Kamara believes its impact could extend well beyond those who attended.

“I think that is going to be a powerhouse,” she said. “My only hope is that it spreads across countries and media institutions so that they adopt it and work with it. I think that would be a great game changer for women in leadership positions.”

From South Sudan, journalist Ann Nyang brought another perspective to the discussion.

Ann Nyang of the South Sudan Broadcasting Corporation contributes to discussions on transforming media narratives and advancing women’s leadership during the International IDEA Global Media Seminar in Kigali, Rwanda.

Reflecting on women’s leadership in her own context, she noted that the conversations in Kigali mirrored challenges faced by many women seeking positions of influence.

“Women are being undermined,” she observed.

Her appeal was straightforward yet powerful: women journalists and women leaders must be encouraged, supported and treated equally with their male counterparts.

The reflections echoed one of the seminar’s strongest messages — changing media narratives is inseparable from strengthening democracy itself.

As one of the lead discussants, I joined conversations on violence against women in politics and the growing threat of technology-facilitated gender-based violence.

Increasingly, online harassment, cyberbullying, coordinated disinformation campaigns and AI-generated deepfakes are being weaponised to intimidate women in public life. These attacks do not simply target individuals; they seek to discourage participation, silence voices and weaken democratic representation.

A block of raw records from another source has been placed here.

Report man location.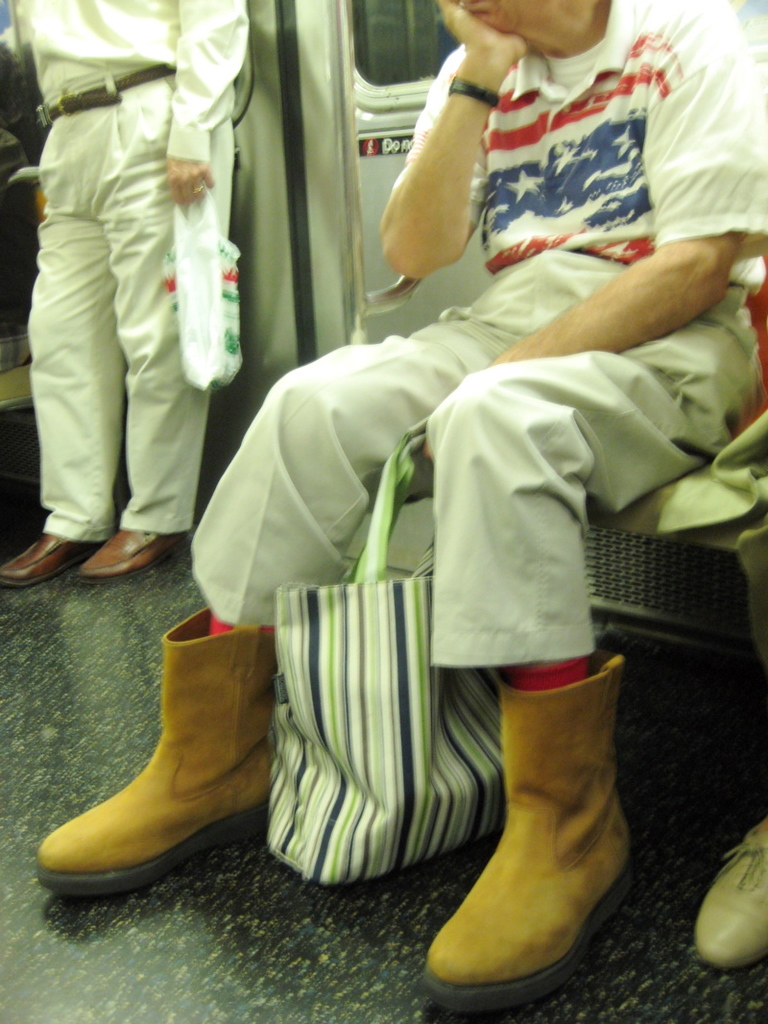
Report: Rect(0, 0, 257, 583).
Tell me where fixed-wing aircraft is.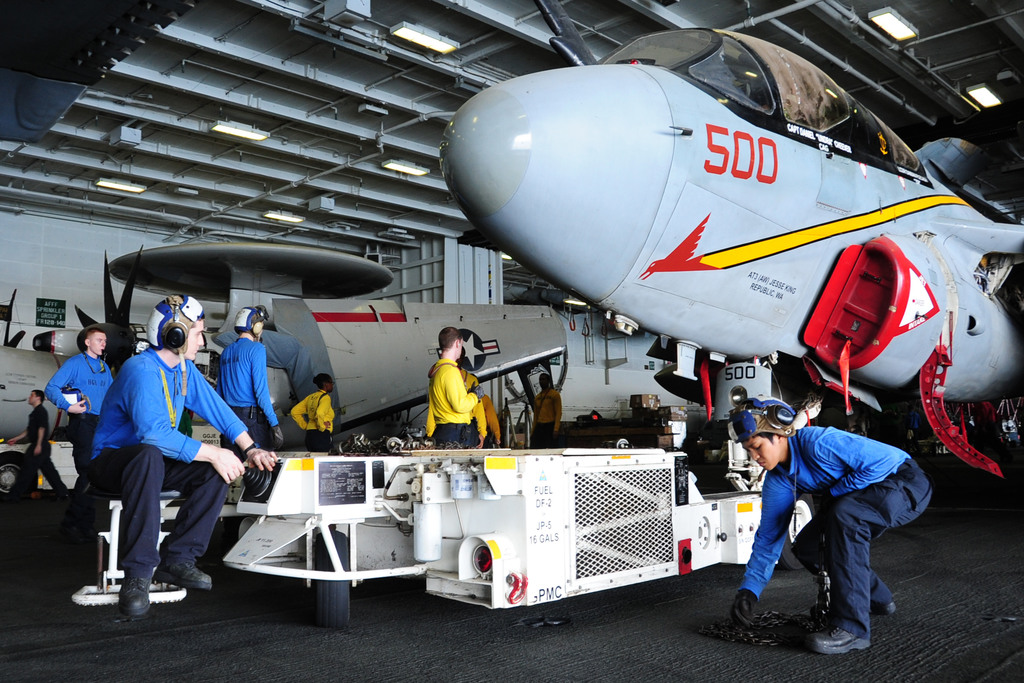
fixed-wing aircraft is at box(446, 29, 1023, 453).
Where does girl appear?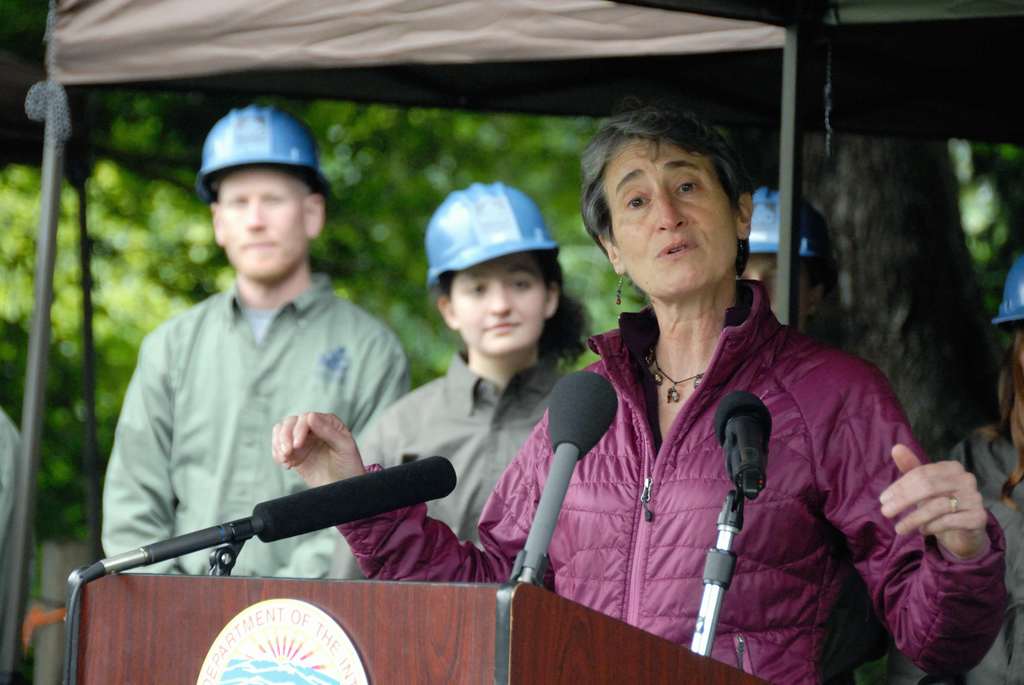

For women who choose careers in politics, journalism or activism, the digital space has become both an opportunity for participation and a battlefield where gender-based attacks are amplified.

If journalism is to remain relevant in this evolving landscape, it must do more than report these abuses. It must examine the systems, attitudes and power structures that allow them to continue.

It must question who gets visibility, whose voices are amplified, whose experiences are ignored and whose stories are told through the lens of stereotypes.

As the seminar ended, I found myself returning to Camara’s words.

“We have learned. We have unlearned.”

Perhaps that is the true work of journalism.

Not simply telling stories, but constantly questioning how those stories are shaped, whose realities they represent and whether they contribute to a more equal society.

Because the stories we choose to tell about women — and the stories we choose not to tell — have consequences.

And in a world where democracy depends on equal participation, journalism cannot afford to remain neutral in the face of inequality.